In business it is truly important to be careful. When several collaborators work on a document, send it back and forth via e-mail and make corrections, such a document can contain inflammable matters. The problem: when you hide the comments and annotations, they are no longer visible at first sight. And that is exactly what is dangerous. Because, when you send such a document to a customer, for example via mail, resourceful users can make the data visible again anytime. And that’s what can get awkward.

Remove personal data

But private computer users should know, too, that their documents contain a massive amount of data, data that might not be suitable for everybody. That can be data like a counter how often a document was edited—and by whom it was edited last. People who save the texts, spreadsheets or presentations normally and distribute them, is likely to distribute their indiscreet data as well. But: you can change that. The latest Office version can remove all personal data.

Useful feature in Office 2007

Office 2007 has a really useful feature, called “Inspect document”. The feature checks whether there is any hidden information. If yes, these data can be removed from the document with a single click. Only after having done this, you should send the document to other people via e-mail. Older Office and Word versions cannot do this, sadly.

Free tool

However, Microsoft offers a free tool to remove hidden data in Office documents. “Office Add-in: Remove Hidden Data” is the name of this useful extension. Once installed, it can “clean” any document with a single click. Important thing, you should really take a closer look at this, especially when distributing documents, sending them via mail or publishing them on the Web.

Indiscreet photos

Photos can be really indiscreet as well. Not only concerning the motive, that is sure. When you take photos with your digital camera nowadays, you have to be aware that there is a massive amount of data hidden in the photos, data that we normally don’t see. For example, let’s take a photo that I just took of a nice espresso machine. Looks great—and nobody knows what I used to take the photo. Nobody? As if! The photo contains many hidden data. And you can make these data visible. And behold: The photo has been taken with an iPhone.

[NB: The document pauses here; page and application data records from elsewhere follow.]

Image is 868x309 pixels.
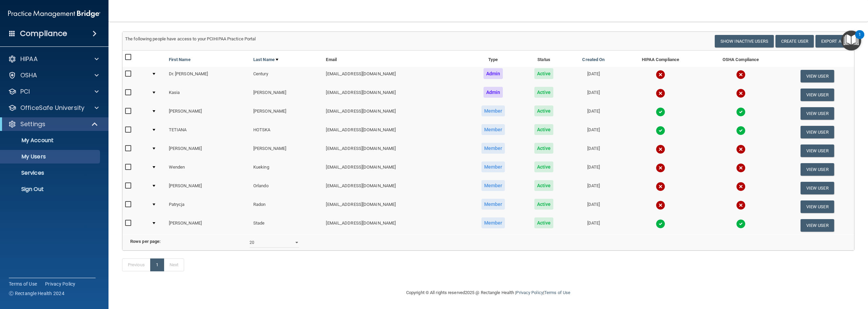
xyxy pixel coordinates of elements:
p: Settings [21,120,46,128]
img: tick.e7d51cea.svg [736,219,746,229]
td: [DATE] [567,197,620,216]
td: [EMAIL_ADDRESS][DOMAIN_NAME] [323,67,465,85]
td: Orlando [251,179,323,197]
span: Admin [484,87,503,97]
span: Member [482,180,506,191]
img: tick.e7d51cea.svg [656,126,665,135]
a: 1 [150,258,164,271]
a: Export All [816,35,851,47]
td: [PERSON_NAME] [166,216,251,234]
button: View User [801,182,834,194]
p: OfficeSafe University [21,104,85,112]
span: The following people have access to your PCIHIPAA Practice Portal [125,36,256,41]
th: Type [465,51,521,67]
a: First Name [169,56,190,64]
a: Privacy Policy [45,281,76,287]
a: Settings [8,120,99,128]
button: View User [801,126,834,139]
td: [PERSON_NAME] [166,141,251,160]
a: OSHA [8,71,99,80]
td: [DATE] [567,104,620,122]
button: View User [801,107,834,120]
img: cross.ca9f0e7f.svg [736,70,746,80]
td: [PERSON_NAME] [251,85,323,104]
td: Patrycja [166,197,251,216]
img: cross.ca9f0e7f.svg [656,70,665,80]
td: Kasia [166,85,251,104]
th: Status [521,51,567,67]
span: Active [534,87,554,97]
img: cross.ca9f0e7f.svg [656,163,665,173]
a: OfficeSafe University [8,104,99,112]
td: [EMAIL_ADDRESS][DOMAIN_NAME] [323,160,465,179]
img: cross.ca9f0e7f.svg [736,144,746,154]
td: [PERSON_NAME] [251,104,323,122]
p: PCI [21,87,30,96]
p: HIPAA [21,55,38,63]
a: Privacy Policy [516,290,543,295]
span: Member [482,105,506,116]
button: View User [801,219,834,232]
td: Dr. [PERSON_NAME] [166,67,251,85]
td: [EMAIL_ADDRESS][DOMAIN_NAME] [323,216,465,234]
td: [EMAIL_ADDRESS][DOMAIN_NAME] [323,179,465,197]
p: OSHA [21,71,37,80]
td: [DATE] [567,67,620,85]
td: HOTSKA [251,122,323,141]
img: cross.ca9f0e7f.svg [736,163,746,173]
a: Next [164,258,184,271]
td: [DATE] [567,85,620,104]
td: [DATE] [567,179,620,197]
td: [EMAIL_ADDRESS][DOMAIN_NAME] [323,197,465,216]
a: PCI [8,87,99,96]
a: Terms of Use [545,290,570,295]
button: Open Resource Center, 1 new notification [841,31,861,51]
span: Active [534,161,554,172]
span: Member [482,143,506,154]
a: Created On [582,56,605,64]
td: Wenden [166,160,251,179]
th: OSHA Compliance [702,51,781,67]
span: Active [534,180,554,191]
td: Stade [251,216,323,234]
img: cross.ca9f0e7f.svg [656,200,665,210]
td: [EMAIL_ADDRESS][DOMAIN_NAME] [323,104,465,122]
button: View User [801,70,834,82]
p: Sign Out [4,186,97,193]
span: Active [534,217,554,228]
img: tick.e7d51cea.svg [736,107,746,117]
img: cross.ca9f0e7f.svg [656,144,665,154]
img: PMB logo [8,7,100,21]
span: Member [482,161,506,172]
td: [EMAIL_ADDRESS][DOMAIN_NAME] [323,141,465,160]
td: [EMAIL_ADDRESS][DOMAIN_NAME] [323,122,465,141]
a: HIPAA [8,55,99,63]
button: View User [801,144,834,157]
button: View User [801,163,834,175]
span: Active [534,199,554,209]
span: Ⓒ Rectangle Health 2024 [9,290,65,297]
p: My Account [4,137,97,144]
span: Active [534,68,554,79]
span: Active [534,105,554,116]
a: Last Name [253,56,278,64]
img: cross.ca9f0e7f.svg [736,200,746,210]
button: Show Inactive Users [715,35,774,47]
img: tick.e7d51cea.svg [656,107,665,117]
th: Email [323,51,465,67]
img: cross.ca9f0e7f.svg [656,182,665,192]
p: Services [4,170,97,176]
img: cross.ca9f0e7f.svg [736,89,746,98]
td: [DATE] [567,141,620,160]
b: Rows per page: [130,239,161,244]
span: Admin [484,68,503,79]
td: Kueking [251,160,323,179]
div: Copyright © All rights reserved 2025 @ Rectangle Health | | [365,282,612,303]
button: View User [801,200,834,213]
img: tick.e7d51cea.svg [736,126,746,135]
td: Radon [251,197,323,216]
button: Create User [776,35,814,47]
p: My Users [4,153,97,160]
th: HIPAA Compliance [620,51,702,67]
span: Active [534,124,554,135]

Even the used aperture, time and date date hidden within the photo.

EXIF info detected in a photo

EXIF data

This information hidden in the photo are also known as EXIF data. They can be extraordinarily useful, for instance for hobby photographers, as they can find out easily what aperture and exposure time they used to take a photo. If colleagues extract these data from a photo, that could get uncomfortable. For example, when you are discovered to be skiving off work because your colleagues found a party photo being taken just while you were ill.

JPG & PNG Stripper

Generally, it is very easy to make these EXIF data visible, for example in Windows: Just select the photo and click on details in Windows Explorer, and info like creation time, aperture, exposure time, camera type and much more are shown. The Mac can show these data easily as well. If you want to remove your data from your photos, for example because you want to publish the photos on the Web, you can remove the additional data from the photos. Just use special programs like JPG stripper, and you’re done. The photos are retained. Only the additional data are removed from the photos. If you don’t want everybody to see the additional info, you should always do this. In any case, it is more discreet.